Many countries are reaping the benefits of globalization and are on track for achieving at least some of the Goals by the appointed deadline of 2015. Between 1981 and 2001, according to World Bank estimates, the number of people living in extreme poverty dropped from 1.5 billion to 1.1 billion.
Moreover, between 1990 and 2002, child mortality rates fell from 92 deaths per 1,000 live births a year to 73. Life expectancy rose from 62.5 years to nearly 64 years. An additional 10 percent of the developing world's people received access to water. And an additional 14 percent acquired access to improved sanitation services.

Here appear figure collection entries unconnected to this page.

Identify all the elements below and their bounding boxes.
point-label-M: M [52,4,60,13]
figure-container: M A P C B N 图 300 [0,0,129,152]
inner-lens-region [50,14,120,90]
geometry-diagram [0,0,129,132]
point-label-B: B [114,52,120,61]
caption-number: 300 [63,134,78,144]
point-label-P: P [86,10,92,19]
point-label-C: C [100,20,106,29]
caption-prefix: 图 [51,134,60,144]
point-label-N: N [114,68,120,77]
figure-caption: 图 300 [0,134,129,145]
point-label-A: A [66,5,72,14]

But progress on the Goals has been far from uniform. There are huge disparities among and within countries. Some countries are on track to meet most, if not all, of the MDGs and many will reach at least some of the MDGs. Sub-Saharan Africa is the epicenter of crisis, with a continuing rise in extreme poverty and stunningly high child and maternal mortality rates. Asia is the region with the fastest progress, but even there hundreds of millions of people remain in extreme poverty. Other regions have mixed records: in Latin America, the Middle East, and Eastern Europe there has been slow or no progress on some of the Goals and persistent inequalities undermining progress on others.
Source: UN Millennium Project
The UN Millennium Project's research shows that the cost of meeting the Goals is approximately half of one percent of the GNP of the industrialized nations—less, in fact, than the 0.7 percent that the wealthy nations have already promised to contribute to the world's poor. In 2003, total aid from rich to poor countries totaled $69 billion—or about 0.25 percent of their collective GNP.
The UN Millennium Project recommends a swift increase in aid to countries that urgently need international support to achieve the Goals and that can and will use this assistance effectively.